Kelvin,
The Mining Journal have themselves considered converting the 19th century
issues into a digital form but the scanning technology was not up to it at
the time - around a 95 percent accuracy if I recall correctly. It was
discussed on the list some time back. The real advantage I see, if it ever
happens, will be the ability to search back number for a specific mine, name
or string of words. At the same time, after all the hours spent manually
searching, to be able to do it at the click of a mouse brings mixed feelings.
There is no problem using material from the MJ after 70 years. Copyright
is, I believe, reactivated if the periodical is microfilmed (and the same
might apply if republished on a CD) but that only relates to copying
directly from the new format. The National Library of Wales will not provide
copies from its holding of British Library microfilm on copyright grounds.
You would acknoweldge the source anyway as a MJ extract is pretty worthless
with out the source references.
Look forward to seeing them on the web.
Peter
______________________________________________
Peter Claughton, Blaenpant Morfil, Rosebush, Clynderwen,
Pembrokeshire, Wales SA66 7RE.
Tel. 01437 532578; Fax. 01437 532921; Mobile 07831 427599
University of Exeter - Department of History
School of Historical, Political and Sociological Studies
E-mail: [log in to unmask]
Co-owner - mining-history e-mail discussion list.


* [PROBLEM REQUIREMENTS]:
Return the records exactly as they appear below, omitting the pictures.

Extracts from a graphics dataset
# # # # # # #
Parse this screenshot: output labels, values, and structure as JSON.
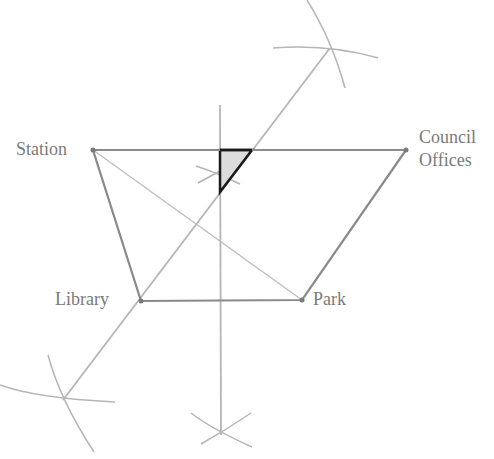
{
  "diagram": {
    "title": "",
    "colors": {
      "construction": "#b5b5b5",
      "quadrilateral": "#8a8a8a",
      "diagonal": "#bdbdbd",
      "triangle_stroke": "#1a1a1a",
      "triangle_fill": "#dcdcdc",
      "label": "#7a7a7a"
    },
    "points": {
      "station": {
        "label": "Station",
        "x": 93,
        "y": 150
      },
      "council_offices": {
        "label_line1": "Council",
        "label_line2": "Offices",
        "x": 406,
        "y": 150
      },
      "library": {
        "label": "Library",
        "x": 141,
        "y": 301
      },
      "park": {
        "label": "Park",
        "x": 302,
        "y": 300
      }
    },
    "construction_lines": {
      "angle_bisector": {
        "x1": 63,
        "y1": 400,
        "x2": 330,
        "y2": 48
      },
      "perpendicular": {
        "x1": 220,
        "y1": 105,
        "x2": 221,
        "y2": 435
      }
    },
    "shaded_region": {
      "vertices": [
        [
          220,
          150
        ],
        [
          252,
          150
        ],
        [
          220,
          192
        ]
      ]
    }
  }
}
# # # # # # #
* [SOLUTION BELOW]:
Parse this screenshot: output labels, values, and structure as JSON.
{
  "diagram": {
    "title": "",
    "colors": {
      "construction": "#b5b5b5",
      "quadrilateral": "#8a8a8a",
      "diagonal": "#bdbdbd",
      "triangle_stroke": "#1a1a1a",
      "triangle_fill": "#dcdcdc",
      "label": "#7a7a7a"
    },
    "points": {
      "station": {
        "label": "Station",
        "x": 93,
        "y": 150
      },
      "council_offices": {
        "label_line1": "Council",
        "label_line2": "Offices",
        "x": 406,
        "y": 150
      },
      "library": {
        "label": "Library",
        "x": 141,
        "y": 301
      },
      "park": {
        "label": "Park",
        "x": 302,
        "y": 300
      }
    },
    "construction_lines": {
      "angle_bisector": {
        "x1": 63,
        "y1": 400,
        "x2": 330,
        "y2": 48
      },
      "perpendicular": {
        "x1": 220,
        "y1": 105,
        "x2": 221,
        "y2": 435
      }
    },
    "shaded_region": {
      "vertices": [
        [
          220,
          150
        ],
        [
          252,
          150
        ],
        [
          220,
          192
        ]
      ]
    }
  }
}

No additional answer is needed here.